Jury selection begins in slaying of banker



The suspect had knowledge of the victim's security system, prosecutors say.
RIVERHEAD, N.Y. (AP) -- One man was a millionaire Manhattan investment banker who supported cultural institutions like Lincoln Center. The other was an electrician from Long Island with a history of alcohol abuse and numerous scrapes with the law.
Their lives intersected over a beautiful woman.
Jury selection begins Tuesday in eastern Long Island to determine if Daniel Pelosi, the electrician, fatally bludgeoned banker Theodore Ammon nearly three years ago in the bedroom of Ammon's sprawling East Hampton mansion.
Pelosi, 41, was charged earlier this year with second-degree murder. If convicted, the man who oversaw the installation of a security system in Ammon's mansion -- and who later married the victim's widow -- faces 25 years to life in prison. He is being held without bail.
Prosecutors say Ammon suffered fractures to his hands and ribs and was beaten in the head with a blunt object more than 30 times. He also was zapped repeatedly with a stun gun; prosecutors say Pelosi had purchased "numerous stun guns" before the killing.
Security system
They also allege Pelosi's intimate knowledge of the security system allowed him to disable it. The computer hard drive that operated it was missing when police arrived.
"One of the only individuals who was aware of the location of that hard-drive unit as well as the power source ... was Daniel Pelosi," said Suffolk County Assistant District Attorney Janet Albertson.
She said Pelosi accessed the security system for 21 minutes shortly before 2 a.m. on Oct. 21, 2001 -- the approximate time Ammon was killed. His body was discovered the following day by a business associate.
Ammon, whose estate was worth a reported $100 million, ran the private equity firm Chancery Lane Capital, chaired Jazz at Lincoln Center and was a trustee at his alma mater, Bucknell University in Lewisburg, Pa. He also was a former general partner at the investment firm Kohlberg Kravis Roberts & amp; Co.
At the time he was killed, he was days away from finalizing a bitter divorce from Generosa Ammon. She married Pelosi just months after Ammon's death, but the couple later split up. She died of cancer last summer.
Defense
Pelosi is represented by Manhattan attorney Gerald Shargel, who insists that, on the night Ammon died, his client was traveling from New York City to his sister's home in the Long Island town of Center Moriches -- nearly 40 miles from Ammon's East Hampton home.
"He wasn't in East Hampton," Shargel says.
Shargel also intends to question the tactics of police and prosecutors, noting some of Pelosi's friends have filed a federal civil rights lawsuit saying they were harassed by investigators.
In another twist, one of the plaintiffs in the federal lawsuit has his own legal headaches.
Christopher Parrino was charged last spring with criminal facilitation and hindering prosecution in the Ammon case. Then in July, he was convicted of falsely telling police he was driving when he and Pelosi were stopped for drunken driving in September 2001. Pelosi has since pleaded guilty to the DWI charge.
Lawyers have also been busy arguing over the millions left by Ammon, and later, his widow. In her will, Generosa Ammon left the couple's two teenage children in the custody of their British-born nanny, who also was given $1 million lifetime residence in the East Hampton home. The bulk of the estate went to the children.
Pelosi, who was given a $2 million payout when he split from Generosa Ammon, wants more and is challenging that agreement in court.
Ammon's sister is also fighting in court to get custody of the two children.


Task directions | Output only the lines from the start of the entries through the line holding "The height and width of the screenshot is (655, 1150).". Each line must match the original exactly.

** Opening Supplied records block **

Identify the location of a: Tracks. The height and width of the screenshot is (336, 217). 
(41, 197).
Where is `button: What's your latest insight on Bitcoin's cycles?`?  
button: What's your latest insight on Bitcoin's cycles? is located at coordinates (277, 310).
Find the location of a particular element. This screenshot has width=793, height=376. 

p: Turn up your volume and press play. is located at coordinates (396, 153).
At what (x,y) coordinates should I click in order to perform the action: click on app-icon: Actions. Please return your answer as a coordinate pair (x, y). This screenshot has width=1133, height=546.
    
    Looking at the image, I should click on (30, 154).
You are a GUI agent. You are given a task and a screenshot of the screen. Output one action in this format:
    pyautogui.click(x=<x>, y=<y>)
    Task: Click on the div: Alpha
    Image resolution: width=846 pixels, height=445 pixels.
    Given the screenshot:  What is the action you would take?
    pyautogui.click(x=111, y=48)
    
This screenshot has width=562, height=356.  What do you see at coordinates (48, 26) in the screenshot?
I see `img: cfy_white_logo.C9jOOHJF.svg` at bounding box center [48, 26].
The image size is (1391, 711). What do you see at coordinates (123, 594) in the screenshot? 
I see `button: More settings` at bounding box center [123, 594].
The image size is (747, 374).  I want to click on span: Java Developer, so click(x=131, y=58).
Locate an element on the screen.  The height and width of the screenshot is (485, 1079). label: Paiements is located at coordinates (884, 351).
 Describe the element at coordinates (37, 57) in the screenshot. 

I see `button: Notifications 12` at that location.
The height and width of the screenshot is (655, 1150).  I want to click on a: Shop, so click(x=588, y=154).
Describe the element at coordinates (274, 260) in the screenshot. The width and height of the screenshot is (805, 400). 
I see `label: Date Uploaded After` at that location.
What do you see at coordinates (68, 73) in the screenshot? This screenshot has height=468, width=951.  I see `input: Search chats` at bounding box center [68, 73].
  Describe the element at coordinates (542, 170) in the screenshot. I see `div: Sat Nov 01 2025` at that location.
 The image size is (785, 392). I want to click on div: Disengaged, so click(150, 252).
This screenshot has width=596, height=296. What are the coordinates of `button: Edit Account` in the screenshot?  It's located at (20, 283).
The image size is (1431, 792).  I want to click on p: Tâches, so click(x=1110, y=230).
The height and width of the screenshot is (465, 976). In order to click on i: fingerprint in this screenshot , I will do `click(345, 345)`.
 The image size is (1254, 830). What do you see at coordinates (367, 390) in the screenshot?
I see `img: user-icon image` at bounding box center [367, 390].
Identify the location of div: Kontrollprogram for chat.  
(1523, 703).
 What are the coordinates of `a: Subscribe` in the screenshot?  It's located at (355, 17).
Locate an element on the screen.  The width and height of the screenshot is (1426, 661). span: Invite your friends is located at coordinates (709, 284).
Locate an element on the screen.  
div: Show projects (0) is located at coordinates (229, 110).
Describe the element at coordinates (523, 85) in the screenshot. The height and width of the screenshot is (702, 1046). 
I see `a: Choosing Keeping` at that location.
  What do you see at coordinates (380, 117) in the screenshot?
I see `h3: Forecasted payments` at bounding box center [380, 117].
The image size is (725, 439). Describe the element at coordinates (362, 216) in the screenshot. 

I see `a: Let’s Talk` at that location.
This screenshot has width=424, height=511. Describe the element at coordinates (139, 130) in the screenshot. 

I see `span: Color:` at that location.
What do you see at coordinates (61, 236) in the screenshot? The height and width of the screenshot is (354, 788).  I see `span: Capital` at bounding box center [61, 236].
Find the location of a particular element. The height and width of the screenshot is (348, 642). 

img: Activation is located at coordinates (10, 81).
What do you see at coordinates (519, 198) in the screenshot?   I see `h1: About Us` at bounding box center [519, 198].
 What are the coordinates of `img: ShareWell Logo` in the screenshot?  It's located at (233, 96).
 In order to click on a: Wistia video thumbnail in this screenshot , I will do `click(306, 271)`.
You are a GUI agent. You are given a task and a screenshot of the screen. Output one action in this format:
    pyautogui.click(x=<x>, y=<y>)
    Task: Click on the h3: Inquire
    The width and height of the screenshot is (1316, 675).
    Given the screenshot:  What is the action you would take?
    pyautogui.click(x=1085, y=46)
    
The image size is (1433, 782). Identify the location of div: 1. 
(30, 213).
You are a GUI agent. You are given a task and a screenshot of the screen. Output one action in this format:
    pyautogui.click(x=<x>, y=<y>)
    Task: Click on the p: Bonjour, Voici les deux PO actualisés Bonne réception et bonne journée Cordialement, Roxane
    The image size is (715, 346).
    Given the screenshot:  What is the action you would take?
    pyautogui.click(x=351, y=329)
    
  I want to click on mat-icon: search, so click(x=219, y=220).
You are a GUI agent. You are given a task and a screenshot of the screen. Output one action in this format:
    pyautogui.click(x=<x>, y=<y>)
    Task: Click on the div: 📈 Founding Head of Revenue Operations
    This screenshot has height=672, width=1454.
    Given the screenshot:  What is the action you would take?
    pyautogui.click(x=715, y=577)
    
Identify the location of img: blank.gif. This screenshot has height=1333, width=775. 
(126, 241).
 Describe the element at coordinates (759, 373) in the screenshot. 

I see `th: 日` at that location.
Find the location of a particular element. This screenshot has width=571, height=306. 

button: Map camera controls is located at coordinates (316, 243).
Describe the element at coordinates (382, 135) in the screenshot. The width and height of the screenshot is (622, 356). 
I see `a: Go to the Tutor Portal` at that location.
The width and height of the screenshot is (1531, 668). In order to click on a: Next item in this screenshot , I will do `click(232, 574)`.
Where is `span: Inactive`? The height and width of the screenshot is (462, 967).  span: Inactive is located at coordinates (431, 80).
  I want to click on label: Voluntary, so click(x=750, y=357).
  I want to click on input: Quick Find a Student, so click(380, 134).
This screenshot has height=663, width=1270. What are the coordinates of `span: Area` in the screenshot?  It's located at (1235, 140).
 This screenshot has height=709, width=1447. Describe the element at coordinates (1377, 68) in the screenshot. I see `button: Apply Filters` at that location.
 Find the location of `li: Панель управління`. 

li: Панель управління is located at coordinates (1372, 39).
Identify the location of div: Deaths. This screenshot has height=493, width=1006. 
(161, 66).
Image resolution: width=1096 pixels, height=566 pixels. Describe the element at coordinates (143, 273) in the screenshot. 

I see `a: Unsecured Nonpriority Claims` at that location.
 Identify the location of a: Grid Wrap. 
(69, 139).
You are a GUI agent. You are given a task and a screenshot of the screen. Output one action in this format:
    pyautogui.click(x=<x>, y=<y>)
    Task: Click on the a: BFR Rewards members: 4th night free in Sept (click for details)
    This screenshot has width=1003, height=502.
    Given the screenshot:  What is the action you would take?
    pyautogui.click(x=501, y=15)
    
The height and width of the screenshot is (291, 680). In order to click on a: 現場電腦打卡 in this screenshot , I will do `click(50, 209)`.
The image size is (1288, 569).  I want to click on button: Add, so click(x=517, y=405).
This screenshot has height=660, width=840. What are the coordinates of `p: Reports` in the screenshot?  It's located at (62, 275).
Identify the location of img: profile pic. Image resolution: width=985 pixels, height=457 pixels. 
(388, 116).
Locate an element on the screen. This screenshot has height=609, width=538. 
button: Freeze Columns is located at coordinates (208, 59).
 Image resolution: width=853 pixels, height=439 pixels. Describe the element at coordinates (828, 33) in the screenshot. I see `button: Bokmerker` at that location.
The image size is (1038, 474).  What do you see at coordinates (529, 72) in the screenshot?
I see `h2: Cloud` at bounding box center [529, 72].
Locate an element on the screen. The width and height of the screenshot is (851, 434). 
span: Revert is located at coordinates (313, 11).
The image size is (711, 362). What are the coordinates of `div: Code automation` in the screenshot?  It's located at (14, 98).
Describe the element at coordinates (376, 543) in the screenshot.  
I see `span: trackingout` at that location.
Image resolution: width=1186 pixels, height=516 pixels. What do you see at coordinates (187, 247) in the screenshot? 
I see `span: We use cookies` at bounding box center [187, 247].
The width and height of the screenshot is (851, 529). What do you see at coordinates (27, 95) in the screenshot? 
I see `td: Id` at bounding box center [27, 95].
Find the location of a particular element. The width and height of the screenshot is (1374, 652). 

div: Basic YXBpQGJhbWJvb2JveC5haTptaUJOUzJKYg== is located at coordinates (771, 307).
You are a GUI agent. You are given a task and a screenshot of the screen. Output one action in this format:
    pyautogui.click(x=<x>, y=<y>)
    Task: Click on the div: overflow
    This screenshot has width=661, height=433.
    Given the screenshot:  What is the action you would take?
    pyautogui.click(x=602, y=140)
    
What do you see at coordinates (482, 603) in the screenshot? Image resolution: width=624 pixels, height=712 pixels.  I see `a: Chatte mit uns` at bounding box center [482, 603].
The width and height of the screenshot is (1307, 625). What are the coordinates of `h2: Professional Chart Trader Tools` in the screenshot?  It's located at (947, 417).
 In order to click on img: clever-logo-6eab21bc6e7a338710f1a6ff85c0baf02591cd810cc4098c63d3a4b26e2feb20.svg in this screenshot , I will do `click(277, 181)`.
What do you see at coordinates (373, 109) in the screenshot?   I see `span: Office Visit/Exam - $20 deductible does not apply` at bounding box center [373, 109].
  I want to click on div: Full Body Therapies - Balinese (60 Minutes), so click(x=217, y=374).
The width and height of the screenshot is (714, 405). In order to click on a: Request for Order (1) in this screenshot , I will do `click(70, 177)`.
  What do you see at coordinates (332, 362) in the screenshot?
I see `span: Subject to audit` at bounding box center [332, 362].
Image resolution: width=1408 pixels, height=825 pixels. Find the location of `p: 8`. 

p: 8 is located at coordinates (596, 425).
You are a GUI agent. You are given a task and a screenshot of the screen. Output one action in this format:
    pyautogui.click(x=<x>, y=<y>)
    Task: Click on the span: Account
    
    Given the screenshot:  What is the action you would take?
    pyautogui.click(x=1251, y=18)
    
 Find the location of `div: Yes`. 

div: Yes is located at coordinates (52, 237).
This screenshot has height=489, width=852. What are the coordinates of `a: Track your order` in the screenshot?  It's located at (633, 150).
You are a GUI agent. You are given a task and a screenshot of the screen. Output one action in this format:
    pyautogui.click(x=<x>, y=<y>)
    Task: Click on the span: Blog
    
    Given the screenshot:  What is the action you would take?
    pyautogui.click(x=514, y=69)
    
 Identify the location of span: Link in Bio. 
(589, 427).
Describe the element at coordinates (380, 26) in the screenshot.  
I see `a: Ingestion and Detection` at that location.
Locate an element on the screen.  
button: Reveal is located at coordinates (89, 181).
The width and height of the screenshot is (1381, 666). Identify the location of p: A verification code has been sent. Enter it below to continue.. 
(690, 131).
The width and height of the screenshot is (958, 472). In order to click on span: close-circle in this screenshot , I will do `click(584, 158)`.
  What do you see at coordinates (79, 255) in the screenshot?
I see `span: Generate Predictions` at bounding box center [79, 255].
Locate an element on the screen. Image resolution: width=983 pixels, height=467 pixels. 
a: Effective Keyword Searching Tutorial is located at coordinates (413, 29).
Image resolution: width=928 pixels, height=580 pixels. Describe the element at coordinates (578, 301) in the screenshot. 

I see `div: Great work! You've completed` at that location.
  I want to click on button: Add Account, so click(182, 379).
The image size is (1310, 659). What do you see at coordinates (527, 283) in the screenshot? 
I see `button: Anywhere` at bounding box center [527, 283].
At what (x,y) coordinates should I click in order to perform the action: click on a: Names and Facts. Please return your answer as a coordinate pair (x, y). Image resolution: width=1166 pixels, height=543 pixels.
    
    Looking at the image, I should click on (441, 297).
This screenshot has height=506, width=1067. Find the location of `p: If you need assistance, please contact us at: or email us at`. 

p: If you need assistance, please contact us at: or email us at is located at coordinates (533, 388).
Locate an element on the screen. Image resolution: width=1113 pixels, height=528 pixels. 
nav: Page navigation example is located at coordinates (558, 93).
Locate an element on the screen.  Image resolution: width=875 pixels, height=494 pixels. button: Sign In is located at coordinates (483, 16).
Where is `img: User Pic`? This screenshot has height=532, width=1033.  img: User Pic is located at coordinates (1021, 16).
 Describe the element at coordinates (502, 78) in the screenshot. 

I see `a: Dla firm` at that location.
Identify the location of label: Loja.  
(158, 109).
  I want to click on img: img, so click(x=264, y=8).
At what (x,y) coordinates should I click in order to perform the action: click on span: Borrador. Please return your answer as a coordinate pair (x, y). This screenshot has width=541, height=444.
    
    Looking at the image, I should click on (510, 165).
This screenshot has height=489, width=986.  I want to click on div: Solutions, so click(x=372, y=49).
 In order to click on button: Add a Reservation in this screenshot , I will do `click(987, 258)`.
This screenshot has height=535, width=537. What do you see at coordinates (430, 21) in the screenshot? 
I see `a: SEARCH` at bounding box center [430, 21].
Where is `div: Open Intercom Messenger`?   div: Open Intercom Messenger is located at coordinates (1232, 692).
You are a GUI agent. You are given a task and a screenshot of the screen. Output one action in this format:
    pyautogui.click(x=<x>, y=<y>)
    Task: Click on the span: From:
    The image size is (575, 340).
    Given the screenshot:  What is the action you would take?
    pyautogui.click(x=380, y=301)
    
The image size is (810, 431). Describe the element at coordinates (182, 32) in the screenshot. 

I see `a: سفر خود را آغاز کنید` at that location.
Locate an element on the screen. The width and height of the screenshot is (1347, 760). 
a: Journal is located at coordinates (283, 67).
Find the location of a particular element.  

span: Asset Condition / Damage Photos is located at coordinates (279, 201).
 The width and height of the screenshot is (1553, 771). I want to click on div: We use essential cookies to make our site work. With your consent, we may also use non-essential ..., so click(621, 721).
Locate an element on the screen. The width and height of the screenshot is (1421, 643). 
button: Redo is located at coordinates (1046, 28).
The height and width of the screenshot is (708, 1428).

** Closing Supplied records block **

Task solution |
Identify the location of a: Tracks. The height and width of the screenshot is (336, 217). 
(41, 197).
Where is `button: What's your latest insight on Bitcoin's cycles?`?  
button: What's your latest insight on Bitcoin's cycles? is located at coordinates (277, 310).
Find the location of a particular element. This screenshot has width=793, height=376. 

p: Turn up your volume and press play. is located at coordinates (396, 153).
At what (x,y) coordinates should I click in order to perform the action: click on app-icon: Actions. Please return your answer as a coordinate pair (x, y). This screenshot has width=1133, height=546.
    
    Looking at the image, I should click on (30, 154).
You are a GUI agent. You are given a task and a screenshot of the screen. Output one action in this format:
    pyautogui.click(x=<x>, y=<y>)
    Task: Click on the div: Alpha
    Image resolution: width=846 pixels, height=445 pixels.
    Given the screenshot:  What is the action you would take?
    pyautogui.click(x=111, y=48)
    
This screenshot has width=562, height=356.  What do you see at coordinates (48, 26) in the screenshot?
I see `img: cfy_white_logo.C9jOOHJF.svg` at bounding box center [48, 26].
The image size is (1391, 711). What do you see at coordinates (123, 594) in the screenshot? 
I see `button: More settings` at bounding box center [123, 594].
The image size is (747, 374).  I want to click on span: Java Developer, so click(x=131, y=58).
Locate an element on the screen.  The height and width of the screenshot is (485, 1079). label: Paiements is located at coordinates (884, 351).
 Describe the element at coordinates (37, 57) in the screenshot. 

I see `button: Notifications 12` at that location.
The height and width of the screenshot is (655, 1150).  I want to click on a: Shop, so click(x=588, y=154).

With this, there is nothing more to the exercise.